Eldorado Park woke up this week to the sight of City Power teams fanning out across neighbourhood streets, clipboards in hand, ID tags swinging, and a clear message in the air: comply with the meter audits or pay dearly.
The utility has launched its meter normalisation operation, a large-scale push to root out faulty, tampered or missing meters, starting in Main Road, Bokkeveld Road, Roggeveld Road and Hexburg Street. The initiative is aimed not only at stopping electricity theft but also at fixing billing accuracy for thousands of households.
The price of ignoring the knock on your door
City Power isn’t sugar-coating the consequences. Households with single-phase connections could be fined over R14,000 plus reconnection fees if they refuse the audit. For three-phase connections, penalties could climb past R30,000.
Isaac Mangena, the utility’s spokesperson, said resistance leaves them with no choice but to disconnect power immediately. “It’s crucial that all customers, including those who haven’t been buying electricity credits are properly metered. We have to make sure people are paying for the electricity they use every day,” he said.
More than just fines, a plea for cooperation
While the tone may sound strict, City Power insists this isn’t only about penalties. The normalisation programme is meant to pull non-paying users back into the formal system, boost revenue, and protect infrastructure from overloads.
Mangena urged residents to work with the metering teams and not obstruct them. But with scammers often exploiting such operations, City Power has stressed security: all staff and contractors carry official colour-coded ID cards with photos, contractor verification numbers, expiry dates and hologram seals.
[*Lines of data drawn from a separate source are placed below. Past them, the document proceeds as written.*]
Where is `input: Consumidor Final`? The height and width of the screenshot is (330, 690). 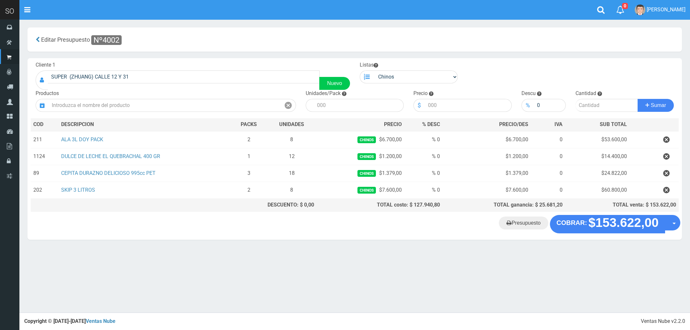
input: Consumidor Final is located at coordinates (184, 77).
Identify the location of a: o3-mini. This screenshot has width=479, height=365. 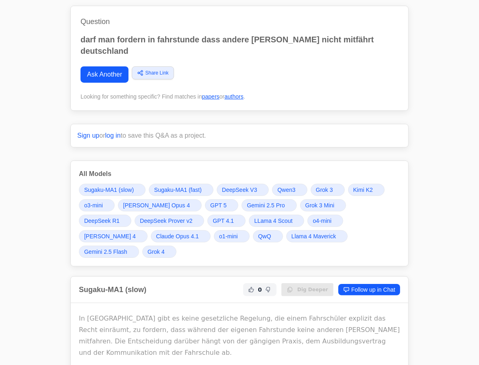
(97, 205).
Residents can verify a worker’s identity by calling the Security Risk Management Control Room or speaking with their ward councillor.
Relief for those who qualify
Here’s where the carrot comes in. For qualifying households, the Expansion Social Package (ESP) offers Free Basic Electricity, 120 kWh per month, as long as they comply with the audit.
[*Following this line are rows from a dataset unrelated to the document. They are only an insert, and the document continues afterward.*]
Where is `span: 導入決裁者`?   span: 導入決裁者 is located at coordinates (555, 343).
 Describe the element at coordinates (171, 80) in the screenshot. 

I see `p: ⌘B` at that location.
The programme covers indigent households, pensioners, child-headed homes, and anyone earning below R7,800 a month. Beneficiaries also save R200 a month by being exempt from certain service and network charges.
Registration can be done at City Power service centres, regional municipal offices, or pop-up sites at malls and taxi ranks. Door-to-door campaigns and community meetings are also part of the rollout.
Why this matters for Eldorado Park
Meter tampering and unpaid usage have been long-standing flashpoints in Johannesburg’s electricity woes. Eldorado Park, like many other communities, has faced frequent power outages, partly due to overloaded grids from illegal connections.
City Power’s latest move is both a revenue protection measure and a public safety step. Still, residents are divided some see it as necessary discipline, others as a heavy-handed approach to a deeper affordability crisis.
One thing’s certain: for those in Eldos this week, the choice is clear, answer the knock, check the badge, and keep the lights on without a R14,000 bill waiting at month’s end.